Similar with mirrors, or cameras that capture their own images (although there is a delay (there is a delay with mirrors too)), or in the cases of maps. Did you know that if there is a map of an area in the depicted area, then there is a fixed point, which is in the case of maps a 'You are Here' point, that is, it is above its location?
Maps of Chicago typically don't have a way to include lower Wacker, and plenty of people haven't even heard of lower lower Wacker.
Even Google Maps struggles with this, bouncing between upper and lower on street view, and pickups with Uber and Lyft are iffy on that street (at least back when I first installed them, gave up on it after a while).

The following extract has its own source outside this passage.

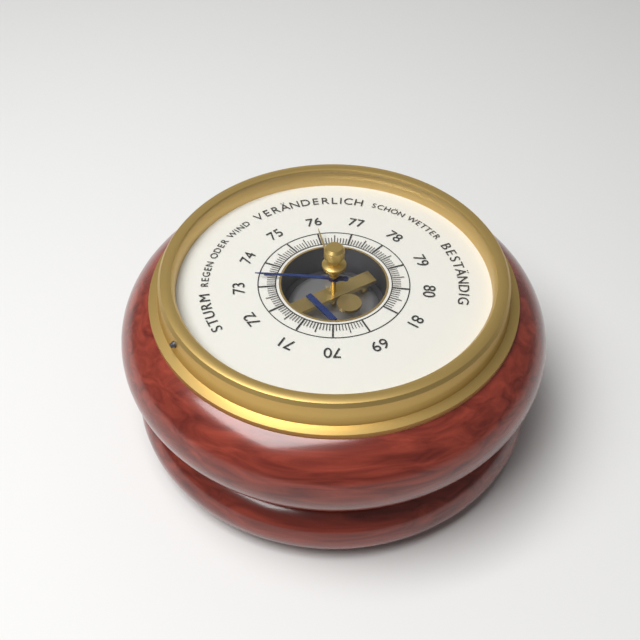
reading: 73.4 (no unit)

Not so alarming if the map comes equipped with a suitable adjoint (best approximation to inverse) map with which it may be composed; it's by pulling back that "taste classifies, and it classifies those who classify."
If I really wanted to look up the discussion of recursion or infinite loops in a book index, I would be rather annoyed if a cute joke would cause the actual reference to be absent.
In my 1990 copy of Steele's Common Lisp The Language (2nd edition), the index definitions of iteration and recursion cross reference each other, but do point at the actual definitions as well.
However, the joke that he does use in the index is that the entries for the Teenage Mutant Ninja Turtles (who are used an example of a list somewhere) also includes the dates of the renaissance artists (Michelangelo, etc) they were named after.
I'm not sure which is the more worrying: that I noticed this in the first place, found it really funny, or that I remembered it 30 years later.
Similar with mirrors, or cameras that capture their own images (although there is a delay (there is a delay with mirrors too)), or in the cases of maps. Did you know that if there is a map of an area in the depicted area, then there is a fixed point, which is in the case of maps a 'You are Here' point, that is, it is above its location?